The year 1953 was a notable one in the history of interior design. That was the year David Hicks decorated his first house, in South Eaton Place in London. Hicks, whose first commercial decorating commissions followed the next year with work for Sir Rex and Lady Benson’s flat and The General Trading Company, among several others, was then leading the way in interior decoration with a style that gracefully blended the English traditions of interior design with 20th-century conveniences and technology. His rich but ever simple approach was an important and acknowledged inspiration to the late-great American decorator Billy Baldwin, among many others.

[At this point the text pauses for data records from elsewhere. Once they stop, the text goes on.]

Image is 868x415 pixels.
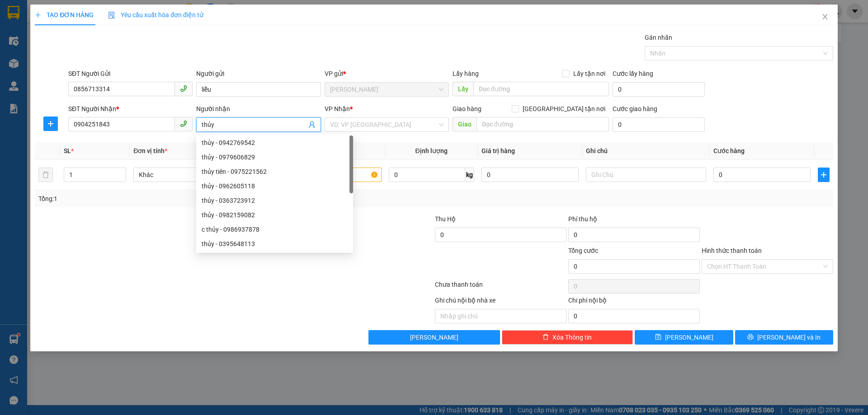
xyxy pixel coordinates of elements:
[612,82,705,97] input: Cước lấy hàng
[196,69,321,79] div: Người gửi
[202,196,348,205] div: thủy - 0363723912
[43,117,58,131] button: plus
[821,13,828,20] span: close
[64,147,71,154] span: SL
[476,117,608,132] input: Dọc đường
[665,333,713,343] span: [PERSON_NAME]
[812,4,838,30] button: Close
[38,168,53,182] button: delete
[818,168,830,182] button: plus
[202,152,348,162] div: thủy - 0979606829
[452,105,481,113] span: Giao hàng
[196,193,353,208] div: thủy - 0363723912
[473,82,608,96] input: Dọc đường
[542,334,549,341] span: delete
[519,104,608,114] span: [GEOGRAPHIC_DATA] tận nơi
[568,214,700,228] div: Phí thu hộ
[410,333,459,343] span: [PERSON_NAME]
[702,247,762,254] label: Hình thức thanh toán
[196,150,353,164] div: thủy - 0979606829
[196,104,321,114] div: Người nhận
[435,309,566,324] input: Nhập ghi chú
[202,225,348,234] div: c thủy - 0986937878
[35,11,94,18] span: TẠO ĐƠN HÀNG
[757,333,820,343] span: [PERSON_NAME] và In
[818,171,829,178] span: plus
[713,147,745,154] span: Cước hàng
[368,330,500,344] button: [PERSON_NAME]
[202,239,348,249] div: thủy - 0395648113
[196,135,353,150] div: thủy - 0942769542
[612,105,657,113] label: Cước giao hàng
[35,12,41,18] span: plus
[330,82,443,96] span: Lý Nhân
[308,121,316,128] span: user-add
[435,295,566,309] div: Ghi chú nội bộ nhà xe
[481,147,515,154] span: Giá trị hàng
[68,104,193,114] div: SĐT Người Nhận
[196,237,353,251] div: thủy - 0395648113
[586,168,706,182] input: Ghi Chú
[196,208,353,222] div: thủy - 0982159082
[202,167,348,177] div: thủy tiên - 0975221562
[139,168,248,181] span: Khác
[415,147,447,154] span: Định lượng
[180,85,187,92] span: phone
[568,247,598,254] span: Tổng cước
[452,117,476,132] span: Giao
[324,69,448,79] div: VP gửi
[44,120,57,127] span: plus
[435,215,455,223] span: Thu Hộ
[612,70,653,77] label: Cước lấy hàng
[202,210,348,220] div: thủy - 0982159082
[735,330,833,344] button: printer[PERSON_NAME] và In
[452,70,479,77] span: Lấy hàng
[582,142,709,160] th: Ghi chú
[612,118,705,132] input: Cước giao hàng
[452,82,473,96] span: Lấy
[434,280,567,295] div: Chưa thanh toán
[501,330,633,344] button: deleteXóa Thông tin
[134,147,167,154] span: Đơn vị tính
[38,194,335,204] div: Tổng: 1
[68,69,193,79] div: SĐT Người Gửi
[196,222,353,237] div: c thủy - 0986937878
[108,11,203,18] span: Yêu cầu xuất hóa đơn điện tử
[747,334,753,341] span: printer
[481,168,578,182] input: 0
[196,164,353,179] div: thủy tiên - 0975221562
[202,138,348,148] div: thủy - 0942769542
[202,181,348,191] div: thủy - 0962605118
[552,333,591,343] span: Xóa Thông tin
[465,168,474,182] span: kg
[108,12,115,19] img: icon
[634,330,733,344] button: save[PERSON_NAME]
[569,69,608,79] span: Lấy tận nơi
[196,179,353,193] div: thủy - 0962605118
[568,295,700,309] div: Chi phí nội bộ
[655,334,661,341] span: save
[644,34,672,41] label: Gán nhãn
[180,120,187,127] span: phone
[324,105,350,113] span: VP Nhận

Born in 1929 and educated at Charterhouse and the London Central School of Arts and Crafts, he formed the firm Hicks and Parr in 1956. Projects during that period of his career included city homes and country estates for such clients as the Earl and Countess of Bessborough and work on President Nkrumah’s palace in Ghana. David Hicks Limited was established in 1959, and soon led to commissions as far-flung and wide-ranging as carpet and wallpaper designs, as well as restaurants, hotels, offices and consumer products – not to mention a private suite in Buckingham Palace for H.R.H the Prince of Wales.

Working under the corporate banner of The David Hicks Group, he also completed the architecture, interior and garden design of a large Palladian-style villa in Portugal.